Editorial: The idea of national service for the young is a good one but it has come too late
The Conservative plan that 18-year-olds have to undertake national service was swiftly undermined yesterday.
Advertisement
Hide AdAdvertisement
Hide AdIt emerged that a defence minister in the outgoing government, Andrew Murrison, had ruled out just such a restoration of “any form” of national service only days ago.
The Tories have said that teenagers would choose between taking a 12-month placement in the armed forces or “volunteer” work in their community one weekend a month for a year under the proposals.
It is in fact a good idea, but has come far too late in a 14-year administration, and is another stab at tackling symptoms of things that are fundamentally wrong in the UK, and indeed in other wealthy countries.
Advertisement
Hide AdAdvertisement
Hide AdThe Home Secretary James Cleverly says the idea is to get teenagers “out of their bubble” in which they “don’t mix with people of different religions ... [or] viewpoints”.

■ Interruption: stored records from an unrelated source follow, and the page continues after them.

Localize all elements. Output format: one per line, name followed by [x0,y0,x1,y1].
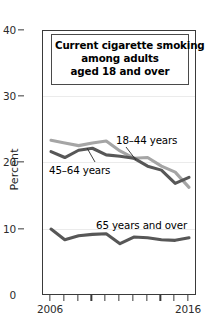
x-tick-mark-2006 [49,295,50,301]
x-tick-mark-2016 [187,295,188,301]
x-tick-mark-2007 [63,295,64,301]
x-tick-label-2006: 2006 [37,303,63,315]
x-tick-mark-2012 [132,295,133,301]
x-tick-mark-2015 [174,295,175,301]
x-tick-label-2016: 2016 [175,303,201,315]
chart-container: 40 30 20 10 0 Percent Current cigarette … [0,0,210,333]
x-axis: 2006 2016 [42,295,196,333]
y-axis-title: Percent [8,135,21,205]
y-tick-label-10: 10 [3,223,16,235]
y-tick-mark-10 [18,228,24,229]
y-tick-label-40: 40 [3,24,16,36]
line-series-65-over [51,229,189,244]
y-axis: 40 30 20 10 0 [0,0,42,333]
x-tick-mark-2008 [77,295,78,301]
series-label-45-64: 45–64 years [49,164,110,176]
plot-area: Current cigarette smoking among adults a… [42,30,196,295]
x-tick-mark-2009 [91,295,92,301]
y-tick-mark-30 [18,95,24,96]
x-tick-mark-2010 [105,295,106,301]
x-tick-mark-2014 [160,295,161,301]
y-tick-label-0: 0 [10,289,16,301]
x-tick-mark-2013 [146,295,147,301]
y-tick-mark-40 [18,29,24,30]
x-tick-mark-2011 [118,295,119,301]
series-label-18-44: 18–44 years [116,134,177,146]
y-tick-label-30: 30 [3,90,16,102]
series-label-65-over: 65 years and over [96,219,187,231]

He said that nobody would be “sent to jail” for refusing to comply with the scheme. That is sensible.
But this is a sudden response to an emerging problem among the younger generations that is apparent in their hyper-sensitivity to criticism; in their the cancelling of controversial views; in the medicalising of normal ups and downs and challenges that young people have always faced; in trends such as large numbers of younger people feeling psychologically unable to work, and so on.
Advertisement
Hide AdAdvertisement
Hide AdAs a country we face a crisis if this goes on, with ruthless foreign powers sensing national weakness.
The idea of forcing young people, in the words of John F Kennedy, to ask not what their country can do for them but what they can do for their country is sound. But it won’t come about by sudden imposition, but rather the near overthrow of liberal orthodoxies in upbringing and education so that we have a society in which the idea of national service seems natural, not alien.